|
:rant: :rant:
Just reading an LBN item about how the Hill isn't expecting a filibuster on Alito ... and I need to vent.
Practically since I first started reading this forum, before the *reelection, before the war, before the mid-terms ... there's been a sizeable segment of people who deride any suggestion that a given politician might, might just be a burden on the party rather than an asset, and should be ousted in a primary or otherwise replaced with someone who's actually, y'know, right about stuff; the lynchpin of their arguments being, "All that matters right now is keeping the GOP from taking the Supreme Court!"
So I did some research back then (which I think I posted here, but it was a long time ago) and found that of the Bush v. Gore fivesome, every single one was either (a) approved unanimously (i.e. unopposed by any Democrats), or (b) allowed through by Democrats crossing the aisle to break their own majority -- exactly the same kind of people who are generally defended now by the "it's about the Court" argument. It occurred to me that maybe, Democratic Senators aren't the most effective line of defense against bad justices. :eyes:
Well, the big game's here. Of Bush's three nominations, he got one in, the Republicans ultimately shouted down his next choice ... and the third is, to not mince words, a goddamn monarchist. (He'll put it in fancier language, but when you have a single man with unanswerable executive power, the general word for that is "king".) I'm hearing a lot of Senators talking about how there's no reason to oppose him for a lack of qualifications ... hey, wouldn't someone who didn't understand that America doesn't have fricking kings sorta imply a lacking grasp on constitutional law?
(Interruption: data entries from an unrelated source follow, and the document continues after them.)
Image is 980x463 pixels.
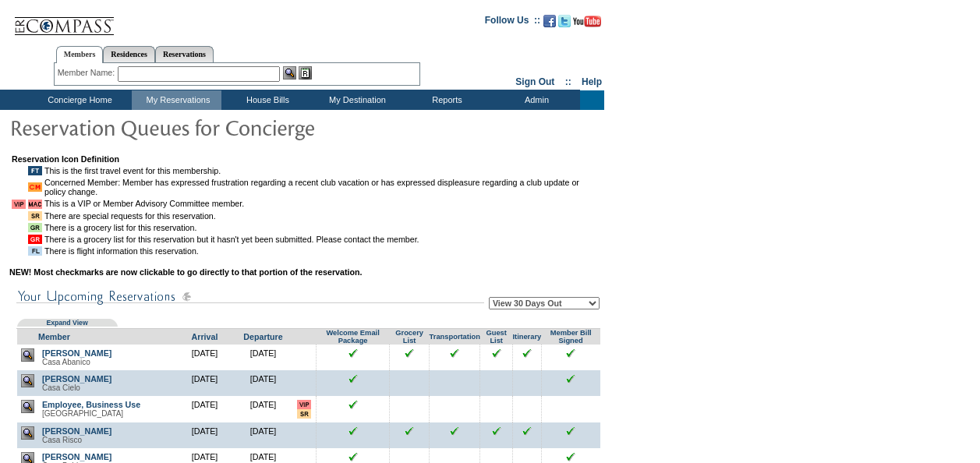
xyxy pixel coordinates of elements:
[44,178,600,196] td: Concerned Member: Member has expressed frustration regarding a recent club vacation or has expres...
[455,400,456,401] img: blank.gif
[103,46,155,62] a: Residences
[12,155,119,163] b: Reservation Icon Definition
[492,427,501,436] input: Click to see this reservation's guest list
[25,91,132,110] td: Concierge Home
[42,436,82,445] span: Casa Risco
[234,344,292,370] td: [DATE]
[566,427,575,436] input: Click to see this reservation's incidentals
[191,332,219,341] a: Arrival
[348,374,358,384] img: chkSmaller.gif
[28,223,42,232] img: icon_HasGroceryList.gif
[404,348,414,358] input: Click to see this reservation's grocery list
[558,19,571,29] a: Follow us on Twitter
[573,15,601,27] img: Subscribe to our YouTube Channel
[234,423,292,449] td: [DATE]
[44,166,600,175] td: This is the first travel event for this membership.
[44,199,600,209] td: This is a VIP or Member Advisory Committee member.
[522,348,532,358] input: Click to see this reservation's itinerary
[526,374,527,375] img: blank.gif
[42,453,111,461] a: [PERSON_NAME]
[550,329,592,344] a: Member Bill Signed
[21,427,34,440] img: view
[283,66,296,79] img: View
[348,348,358,358] img: chkSmaller.gif
[12,199,26,209] img: icon_IsVip.gif
[496,400,496,401] img: blank.gif
[44,211,600,221] td: There are special requests for this reservation.
[566,374,575,384] input: Click to see this reservation's incidentals
[58,66,118,79] div: Member Name:
[396,329,424,344] a: Grocery List
[14,4,114,36] img: Compass Home
[38,332,70,341] a: Member
[155,46,214,62] a: Reservations
[175,423,234,449] td: [DATE]
[28,235,42,244] img: icon_HasGroceryListNotSubmitted.gif
[28,211,42,221] img: icon_HasSpecialRequests.gif
[28,183,42,191] img: icon_IsCM.gif
[21,348,34,362] img: view
[175,397,234,423] td: [DATE]
[516,76,554,87] a: Sign Out
[46,319,87,327] a: Expand View
[348,400,358,409] img: chkSmaller.gif
[512,333,541,340] a: Itinerary
[490,91,580,110] td: Admin
[565,76,572,87] span: ::
[243,332,282,341] a: Departure
[450,427,459,436] input: Click to see this reservation's flight info
[409,453,410,453] img: blank.gif
[297,400,311,409] input: VIP member
[496,374,496,375] img: blank.gif
[409,374,410,375] img: blank.gif
[42,374,111,384] a: [PERSON_NAME]
[348,453,358,461] img: chkSmaller.gif
[221,91,311,110] td: House Bills
[455,374,456,375] img: blank.gif
[297,409,311,419] input: There are special requests for this reservation!
[558,14,571,27] img: Follow us on Twitter
[44,223,600,232] td: There is a grocery list for this reservation.
[44,235,600,244] td: There is a grocery list for this reservation but it hasn't yet been submitted. Please contact the...
[455,453,456,453] img: blank.gif
[42,409,123,418] span: [GEOGRAPHIC_DATA]
[44,247,600,256] td: There is flight information this reservation.
[544,14,556,27] img: Become our fan on Facebook
[573,19,601,29] a: Subscribe to our YouTube Channel
[10,268,362,277] b: NEW! Most checkmarks are now clickable to go directly to that portion of the reservation.
[526,453,527,453] img: blank.gif
[42,400,140,409] a: Employee, Business Use
[28,166,42,175] img: icon_FirstTravel.gif
[485,14,540,32] td: Follow Us ::
[311,91,400,110] td: My Destination
[429,333,480,340] a: Transportation
[42,384,80,393] span: Casa Cielo
[581,76,602,87] a: Help
[496,453,496,453] img: blank.gif
[42,427,111,436] a: [PERSON_NAME]
[234,397,292,423] td: [DATE]
[571,400,572,401] img: blank.gif
[16,287,484,307] img: subTtlConUpcomingReservatio.gif
[522,427,532,436] input: Click to see this reservation's itinerary
[544,19,556,29] a: Become our fan on Facebook
[175,370,234,397] td: [DATE]
[400,91,490,110] td: Reports
[486,329,506,344] a: Guest List
[28,199,42,209] img: icon_VipMAC.gif
[526,400,527,401] img: blank.gif
[409,400,410,401] img: blank.gif
[132,91,221,110] td: My Reservations
[21,400,34,413] img: view
[42,348,111,358] a: [PERSON_NAME]
[234,370,292,397] td: [DATE]
[56,46,103,63] a: Members
[299,66,311,79] img: Reservations
[492,348,501,358] input: Click to see this reservation's guest list
[21,374,34,388] img: view
[566,453,575,461] input: Click to see this reservation's incidentals
[404,427,414,436] input: Click to see this reservation's grocery list
[42,358,90,367] span: Casa Abanico
[450,348,459,358] input: Click to see this reservation's flight info
[348,427,358,436] img: chkSmaller.gif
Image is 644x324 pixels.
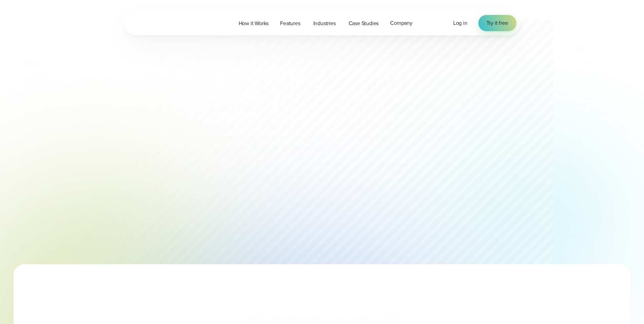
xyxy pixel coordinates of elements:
[233,16,274,31] a: How it Works
[314,20,335,28] span: Industries
[478,15,517,31] a: Try it free
[390,19,413,27] span: Company
[453,19,467,27] a: Log in
[349,20,379,28] span: Case Studies
[343,16,385,31] a: Case Studies
[487,19,508,27] span: Try it free
[280,20,300,28] span: Features
[239,20,269,28] span: How it Works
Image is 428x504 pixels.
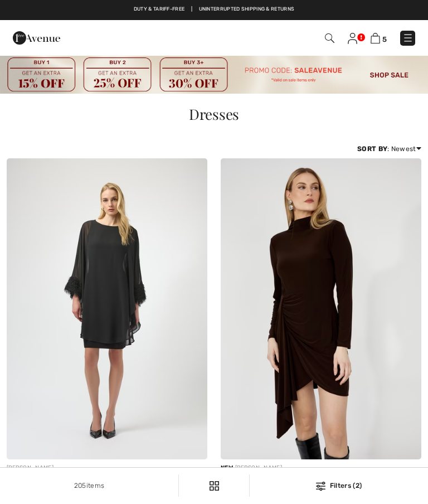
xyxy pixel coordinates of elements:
div: [PERSON_NAME] [7,464,207,472]
a: 1ère Avenue [13,33,61,42]
div: Filters (2) [256,480,421,491]
img: Filters [316,481,325,491]
span: 5 [382,35,387,44]
strong: Sort By [357,145,387,152]
span: New [220,464,233,471]
img: Filters [209,481,219,491]
img: Shopping Bag [370,33,380,44]
div: [PERSON_NAME] [220,464,421,472]
img: Search [325,34,334,43]
img: Formal High-Neck Mini Dress Style 253025. Mocha [220,158,421,459]
img: Elegant Puff-Sleeve Mini Dress Style 254186. Black [7,158,207,459]
img: My Info [347,33,357,44]
img: Menu [402,32,413,44]
a: 5 [370,32,387,44]
img: 1ère Avenue [13,27,61,49]
span: Dresses [189,104,239,124]
span: 205 [74,481,87,489]
div: : Newest [357,144,421,154]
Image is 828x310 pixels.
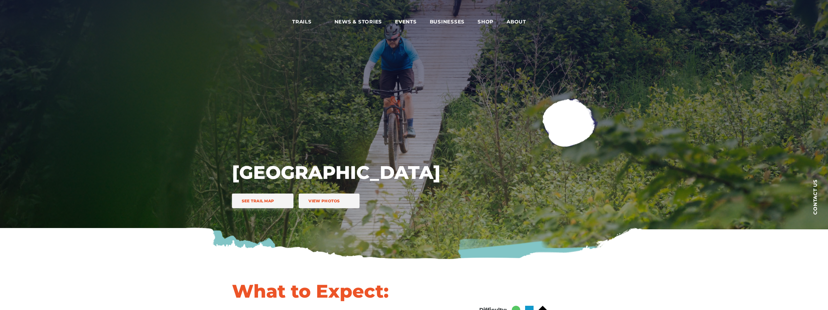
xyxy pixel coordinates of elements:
[801,169,828,224] a: Contact us
[232,280,443,302] h1: What to Expect:
[506,19,536,25] span: About
[812,179,817,215] span: Contact us
[430,19,465,25] span: Businesses
[308,198,339,203] span: View Photos
[242,198,274,203] span: See Trail Map
[395,19,417,25] span: Events
[232,193,294,208] a: See Trail Map trail icon
[232,161,440,184] h1: [GEOGRAPHIC_DATA]
[298,193,359,208] a: View Photos trail icon
[292,19,321,25] span: Trails
[477,19,493,25] span: Shop
[334,19,382,25] span: News & Stories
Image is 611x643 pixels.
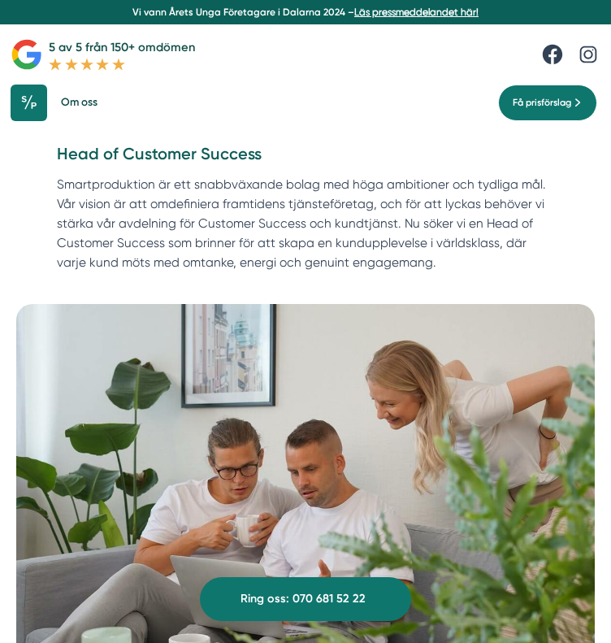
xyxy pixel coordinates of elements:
a: Ring oss: 070 681 52 22 [200,577,411,621]
a: Få prisförslag [498,84,597,121]
span: Få prisförslag [513,95,571,110]
a: Läs pressmeddelandet här! [354,6,478,18]
span: Ring oss: 070 681 52 22 [240,590,366,608]
a: Om oss [58,84,101,121]
p: 5 av 5 från 150+ omdömen [49,38,195,57]
h1: Head of Customer Success [57,143,554,176]
p: Smartproduktion är ett snabbväxande bolag med höga ambitioner och tydliga mål. Vår vision är att ... [57,175,554,279]
p: Vi vann Årets Unga Företagare i Dalarna 2024 – [6,6,606,19]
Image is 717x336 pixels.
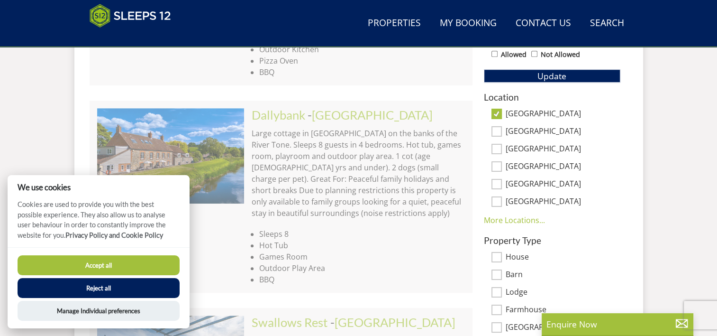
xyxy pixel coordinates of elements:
label: [GEOGRAPHIC_DATA] [506,109,621,119]
label: [GEOGRAPHIC_DATA] [506,127,621,137]
iframe: Customer reviews powered by Trustpilot [85,33,184,41]
label: Farmhouse [506,305,621,315]
a: My Booking [436,13,501,34]
label: [GEOGRAPHIC_DATA] [506,144,621,155]
label: Allowed [501,49,527,60]
button: Manage Individual preferences [18,301,180,321]
h2: We use cookies [8,183,190,192]
p: Cookies are used to provide you with the best possible experience. They also allow us to analyse ... [8,199,190,247]
label: Barn [506,270,621,280]
label: [GEOGRAPHIC_DATA] [506,179,621,190]
label: [GEOGRAPHIC_DATA] [506,322,621,333]
h3: Property Type [484,235,621,245]
a: Search [587,13,628,34]
button: Accept all [18,255,180,275]
a: Properties [364,13,425,34]
a: Privacy Policy and Cookie Policy [65,231,163,239]
a: More Locations... [484,215,545,225]
label: House [506,252,621,263]
label: [GEOGRAPHIC_DATA] [506,197,621,207]
button: Reject all [18,278,180,298]
label: [GEOGRAPHIC_DATA] [506,162,621,172]
button: Update [484,69,621,83]
img: Sleeps 12 [90,4,171,28]
p: Enquire Now [547,318,689,330]
label: Not Allowed [541,49,580,60]
a: Contact Us [512,13,575,34]
h3: Location [484,92,621,102]
span: Update [538,70,567,82]
label: Lodge [506,287,621,298]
I'd like to be able to say there's a silver lining here, that with the Big Game come and gone, that brand of apologist will have to just shut the hell up. But somehow, I don't see it happening. Republicans may have deserted the reality-based community en masse, but Democrats have their own brand of divergence from it, which seems to revolve around the belief that a punch in the face following a promise to not get punched in the face is somehow better than a punch in the face out of the blue. There might be some on the Hill who understand that the right thing to do would be to block or maybe punch back ... but there's not enough of them. And the people who don't get it have too many people protecting them who don't get that they don't get it.
So, back then, I predicted (bitterly and against my own better hopes) that when the time came, there'd be no line in the sand drawn regarding the Court; it has yet to appear. Now I'm predicting (bitterly and against my own better hopes) that if Alito isn't blocked, the Republicans will increase their holdings in Congress in 2006, and win the presidency in 2008; Bush will be remembered in 2020 as a troubled but well-meaning leader struggling against a situation of one-of-a-kind stress. After all, that's what happened with Reagan: buried with honors and tears instead of dying in jail for treason. I suspectt takes America 12 years to realize they've screwed up, and only 4 to forget how.